'Pipeline' works on aneurysms of all sizes, study shows

Jacksonville, FL

International study led by Baptist neurosurgeons gives new option to patients with small and medium-sized brain aneurysms

A cylindrical "pipeline" used for treating large brain aneurysms is just as effective on smaller and sometimes harder to reach ones, according to the results of a clinical trial announced Wednesday.

The study’s findings were presented at the International Stroke Conference in Houston by Ricardo A. Hanel, MD, PhD, neurovascular surgeon with Baptist Health and Lyerly Neurosurgery and director of the Baptist Neurological Institute. Eric Sauvageau, MD, neurovascular surgeon and director of the Baptist Stroke & Cerebrovascular Center, was also a co-author and co-investigator on the study.

"This study shows the benefit of this breakthrough technology for smaller aneurysms. It demonstrates that the Pipeline™ Embolization Device is a safe and effective way of dealing with under 12 millimeter aneurysms," Dr. Hanel said. "The good thing about the pipeline device is once the aneurysm is closed off and treated, the patient is cured, which is very empowering.

"The Pipeline is likely more durable and, in the hands of experienced operators like the ones in the study, has low complication rates," he added.

A cerebral aneurysm (also known as an intracranial aneurysm) is a weak or thin spot on a blood vessel in the brain that balloons out and fills with blood.

The Pipeline, a braided cylindrical mesh known as a flow diverter, is inserted through a microcatheter into an artery in the groin. The device is then threaded through the body to the brain to slow the flow of blood into the aneurysm and allow the diseased vessel to heal.

The Pipeline is currently approved by the U.S. Food and Drug Administration for adults with large aneurysms (which are greater than 12 mm). The results of the clinical trial could open up the procedure for use on patients with small- and medium-sized, wide-necked, unruptured aneurysms, which make up the majority of the cases.

"This study confirms that flow diversion is a valid alternative to complement our existing techniques to fix brain aneurysms," Dr.
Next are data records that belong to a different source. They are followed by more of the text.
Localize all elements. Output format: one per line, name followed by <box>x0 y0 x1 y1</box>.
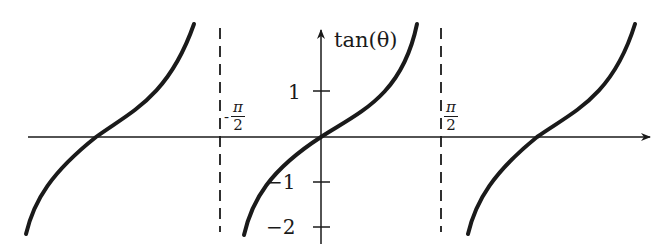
pi-numerator: π <box>231 100 245 115</box>
y-tick-label-minus1: −1 <box>266 172 295 192</box>
y-tick-label-minus2: −2 <box>266 217 295 237</box>
tangent-plot <box>0 0 665 249</box>
pi-numerator: π <box>444 100 458 115</box>
tan-curve-right <box>468 24 635 234</box>
neg-sign: - <box>224 110 229 125</box>
tan-curve-center <box>244 24 417 235</box>
neg-half-pi-label: π 2 <box>231 100 245 133</box>
two-denominator: 2 <box>444 118 458 133</box>
y-axis-label: tan(θ) <box>334 30 398 51</box>
y-tick-label-1: 1 <box>288 82 301 102</box>
tan-curve-left <box>26 24 194 234</box>
half-pi-label: π 2 <box>444 100 458 133</box>
two-denominator: 2 <box>231 118 245 133</box>
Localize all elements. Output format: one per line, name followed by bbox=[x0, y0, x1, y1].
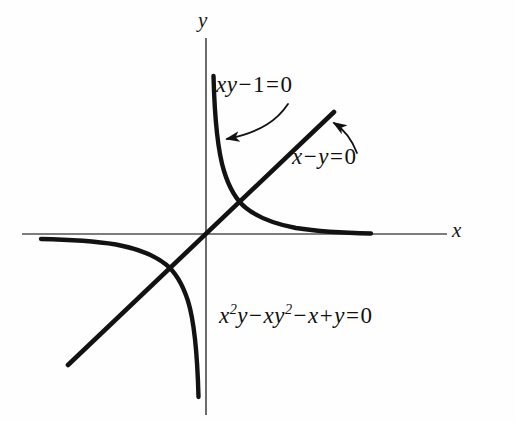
eq-term2-exponent: 2 bbox=[285, 301, 293, 317]
hyperbola-lhs: xy bbox=[216, 72, 237, 97]
line-y: y bbox=[318, 144, 329, 169]
line-zero: 0 bbox=[344, 144, 356, 169]
eq-equals: = bbox=[345, 303, 360, 328]
eq-minus-2: − bbox=[293, 303, 308, 328]
line-minus: − bbox=[303, 144, 318, 169]
hyperbola-one: 1 bbox=[253, 72, 265, 97]
hyperbola-equals: = bbox=[265, 72, 280, 97]
eq-term1-base: x bbox=[219, 303, 230, 328]
eq-term3: x bbox=[308, 303, 319, 328]
hyperbola-minus: − bbox=[237, 72, 252, 97]
line-equals: = bbox=[329, 144, 344, 169]
eq-term4: y bbox=[334, 303, 345, 328]
plot-canvas bbox=[0, 0, 515, 422]
main-equation-label: x2y−xy2−x+y=0 bbox=[219, 301, 372, 329]
line-x: x bbox=[292, 144, 303, 169]
hyperbola-zero: 0 bbox=[280, 72, 292, 97]
eq-zero: 0 bbox=[360, 303, 372, 328]
hyperbola-equation-label: xy−1=0 bbox=[216, 72, 292, 98]
eq-term1-tail: y bbox=[237, 303, 248, 328]
math-figure: y x xy−1=0 x−y=0 x2y−xy2−x+y=0 bbox=[0, 0, 515, 422]
arrow-to-hyperbola-icon bbox=[227, 104, 288, 139]
line-equation-label: x−y=0 bbox=[292, 144, 356, 170]
eq-minus-1: − bbox=[248, 303, 263, 328]
y-axis-label: y bbox=[198, 8, 207, 33]
x-axis-label: x bbox=[452, 218, 461, 243]
eq-plus: + bbox=[319, 303, 334, 328]
eq-term2-base: xy bbox=[264, 303, 285, 328]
Sauvageau said.

PATIENTS GRATEFUL TO BE ALIVE

Twenty-two sites in the United States and one in Canada participated in the PREMIER study and 141 patients, including 21 from Baptist Medical Center Jacksonville, which had the highest number enrolled.

The study found that a high rate of aneurysms were completely healed at the one-year follow up, with no cases of recurrence. There were also no incidents of aneurysms rupturing one year after the procedure. These results will be submitted to the FDA for review.

Dana Bean, of Fernandina Beach, was one of the first to participate in the study; Kristine Meyer, from Mandarin, was the last. Both had successful treatment and surgery at the Baptist Neurological Institute and the Stroke & Cerebrovascular Center at Baptist Medical Center Jacksonville and Lyerly Neurosurgery.

Bean, now 54, had lived with a small, hard-to-reach brain aneurysm for six years. It was in the exact spot as the aneurysm that took her mother’s life when Bean was just 6. Her mother collapsed on the playground, as Bean and her brothers played nearby. An ambulance came and she never saw her mother again.

She used to wake up in the middle of the night worrying that her aneurysm would burst. In 2014, she became just the second person in the world to be part of the Pipeline clinical trial. At her two-year follow up this past fall, Bean described life without the aneurysm.

"Before I worried about dying or being a burden to other people," she said. "I wanted to be here for graduations, weddings and new babies and the future. Now that I’m cured, I know to seize every day. I live every day to the fullest and I’m excited about the future."

The 42-year-old Meyer worried that her brain aneurysm would burst while driving in her car, with her young children in the back seat. She had the Pipeline procedure in November 2015. Last October, she learned that her aneurysm was gone after shrinking over time. "That was the best Thanksgiving gift I could have received. I don’t have to live with that fear anymore of what could go wrong," Meyer said.

More than a year earlier, she had been experiencing numbness in her arm, dizziness and headaches, which led to the discovery of her aneurysm. "My equilibrium was off, which wasn’t the norm for me. I felt like something was wrong," Meyer said.

The aneurysm was in a difficult location behind her eye and nose, and Meyer said she didn’t want to risk any complications from other more invasive brain surgeries. Using the Pipeline, Dr. Hanel was able to reach the aneurysm and redirect the blood flow away from the aneurysm. The commercial real estate broker was home the next day and was back to work in just two weeks.

"Dr. Hanel really took time explaining the procedure and answering questions with not only me, but my husband and mother. We never felt rushed," Meyer said. "I was excited I had the opportunity to participate [in the study], otherwise I would have had to live with it and not know if and/or when it was going to rupture."